I wonder how standardized testing has changed the way teachers teach the classics.
I honestly don't have any problem with the way my English teachers taught the stuff. We read it, discussed it, and wrote papers analyzing it (tests were pretty much gone from English after the first year of high school--grades were based almost entirely on papers and class participation). The teacher were actually quite enthusiastic and clearly loved these books, and they did teach me to appreciate and see things in these works I wouldn't have otherwise.
My only beef is that I wish we'd had more stuff by women. When I asked one teacher why we didn't, he said there just weren't many women writing great and influential stuff in the olden days, because they weren't allowed to, and when they did, it didn't speak to the overarching human condition, but more specifically to female concerns like motherhood or finding a husband (he didn't explain why specifically female concerns weren't just as much a facet of the overarching human condition as specifically male ones, like fatherhood or war).
But anyway, the only standardized test I had to take was the AP exam, and it was entirely essay based. We had to read poems or short stories or essays and analyze them, and at the end was the infamous "free essay," where we were given a fairly open-ended question (the one on my particular exam was about the use and relevance of violence in great literature and how it differs from portrayals of violence in more popular media) and had to answer it, citing examples from our own reading.
The whole thing was hours long, as I recall. I got a 5 and was very pleased with myself. But the AP test didn't ask questions about specific works of literature. They merely asked us to cite examples from classic literature we'd read, so this left teachers a lot of latitude in the construction of reading lists for their own classes.
There were, of course, the SAT (required for admission to most colleges and universities back then), which was multiple choice and quizzed us on basic reading comprehension, grammar and vocabulary. There definitely weren't any questions about the classics on that, though.

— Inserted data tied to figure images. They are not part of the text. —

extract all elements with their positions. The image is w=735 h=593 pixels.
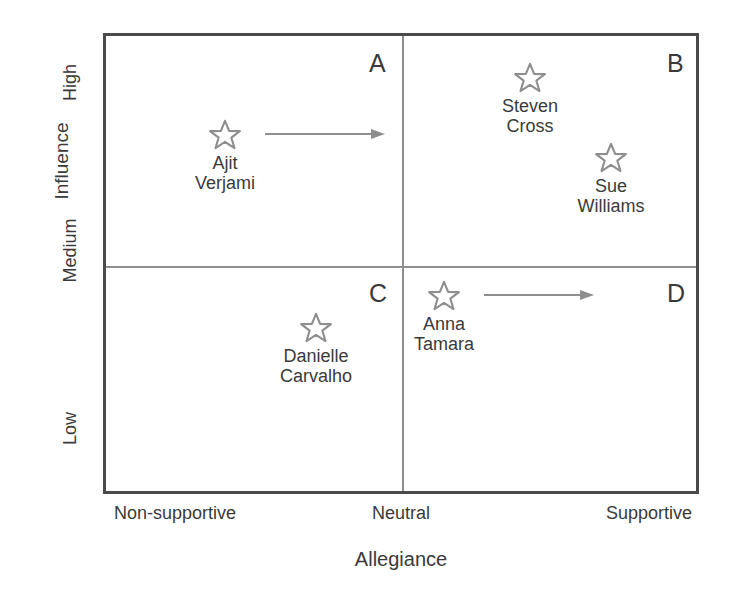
x-axis-title: Allegiance <box>103 548 699 571</box>
stakeholder-marker-steven-cross[interactable]: Steven Cross <box>445 61 615 136</box>
quadrant-label-a: A <box>369 51 386 76</box>
star-icon <box>513 61 547 95</box>
quadrant-label-d: D <box>667 281 685 306</box>
y-axis-tick-high: High <box>60 28 81 138</box>
x-axis-tick-supportive: Supportive <box>606 503 692 524</box>
star-icon <box>594 141 628 175</box>
star-icon <box>427 279 461 313</box>
y-axis-tick-medium: Medium <box>60 196 81 306</box>
x-axis-tick-non-supportive: Non-supportive <box>114 503 236 524</box>
horizontal-divider <box>106 266 696 268</box>
stakeholder-marker-sue-williams[interactable]: Sue Williams <box>526 141 696 216</box>
vertical-divider <box>402 36 404 491</box>
plot-area: A B C D Ajit Verjami <box>103 33 699 494</box>
stakeholder-name: Steven Cross <box>445 96 615 136</box>
star-icon <box>299 311 333 345</box>
y-axis-tick-low: Low <box>60 374 81 484</box>
movement-arrow-ajit-verjami <box>265 127 385 145</box>
movement-arrow-anna-tamara <box>484 288 594 306</box>
stakeholder-name: Ajit Verjami <box>140 153 310 193</box>
stakeholder-matrix-chart: Influence High Medium Low A B C D Ajit V… <box>0 0 735 593</box>
x-axis-tick-neutral: Neutral <box>372 503 430 524</box>
star-icon <box>208 118 242 152</box>
quadrant-label-b: B <box>667 51 684 76</box>
stakeholder-name: Sue Williams <box>526 176 696 216</box>
stakeholder-name: Anna Tamara <box>359 314 529 354</box>
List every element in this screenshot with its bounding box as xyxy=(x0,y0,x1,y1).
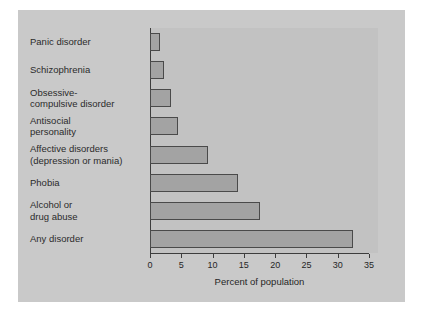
category-label-row: Any disorder xyxy=(18,233,146,245)
category-label: Affective disorders (depression or mania… xyxy=(18,143,146,166)
bar xyxy=(150,61,164,79)
x-tick-label-20: 20 xyxy=(263,260,287,271)
bar xyxy=(150,117,178,135)
bar xyxy=(150,174,238,192)
x-tick-35 xyxy=(369,254,370,258)
x-tick-label-15: 15 xyxy=(232,260,256,271)
category-label: Alcohol or drug abuse xyxy=(18,199,146,222)
category-label-row: Affective disorders (depression or mania… xyxy=(18,143,146,166)
x-tick-5 xyxy=(181,254,182,258)
category-label: Obsessive- compulsive disorder xyxy=(18,87,146,110)
bar xyxy=(150,89,171,107)
category-label: Phobia xyxy=(18,177,146,189)
x-tick-label-30: 30 xyxy=(326,260,350,271)
category-label-row: Panic disorder xyxy=(18,36,146,48)
bar xyxy=(150,230,353,248)
category-label: Schizophrenia xyxy=(18,64,146,76)
x-tick-20 xyxy=(275,254,276,258)
x-tick-0 xyxy=(150,254,151,258)
x-tick-30 xyxy=(338,254,339,258)
bar xyxy=(150,202,260,220)
category-label: Panic disorder xyxy=(18,36,146,48)
category-label-row: Schizophrenia xyxy=(18,64,146,76)
x-axis-line xyxy=(150,253,369,254)
x-tick-15 xyxy=(244,254,245,258)
category-label-row: Antisocial personality xyxy=(18,115,146,138)
x-tick-label-35: 35 xyxy=(357,260,381,271)
x-axis-title: Percent of population xyxy=(150,276,369,287)
x-tick-25 xyxy=(306,254,307,258)
category-label-row: Phobia xyxy=(18,177,146,189)
x-tick-label-25: 25 xyxy=(294,260,318,271)
bar xyxy=(150,33,160,51)
x-tick-10 xyxy=(213,254,214,258)
category-label: Any disorder xyxy=(18,233,146,245)
chart-figure: 05101520253035 Panic disorderSchizophren… xyxy=(18,10,405,302)
x-tick-label-0: 0 xyxy=(138,260,162,271)
bar xyxy=(150,146,208,164)
x-tick-label-5: 5 xyxy=(169,260,193,271)
category-label: Antisocial personality xyxy=(18,115,146,138)
x-tick-label-10: 10 xyxy=(201,260,225,271)
category-label-row: Obsessive- compulsive disorder xyxy=(18,87,146,110)
category-label-row: Alcohol or drug abuse xyxy=(18,199,146,222)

Maybe the modern standardized "no child left behind" tests in the US are different. And do those UK tests have more specific questions about specific books? This would indeed be tough, as it would give a teacher no flexibility at all. It seems that one would be more likely to get less than enthusiastic teaching then, because if a teacher can't stand (say) Faulkner's The Sound and the Fury personally, but they "have" to cover it, because it will be on the standardized test, then they can't sub another equally illustrious and important author they feel more qualified to teach.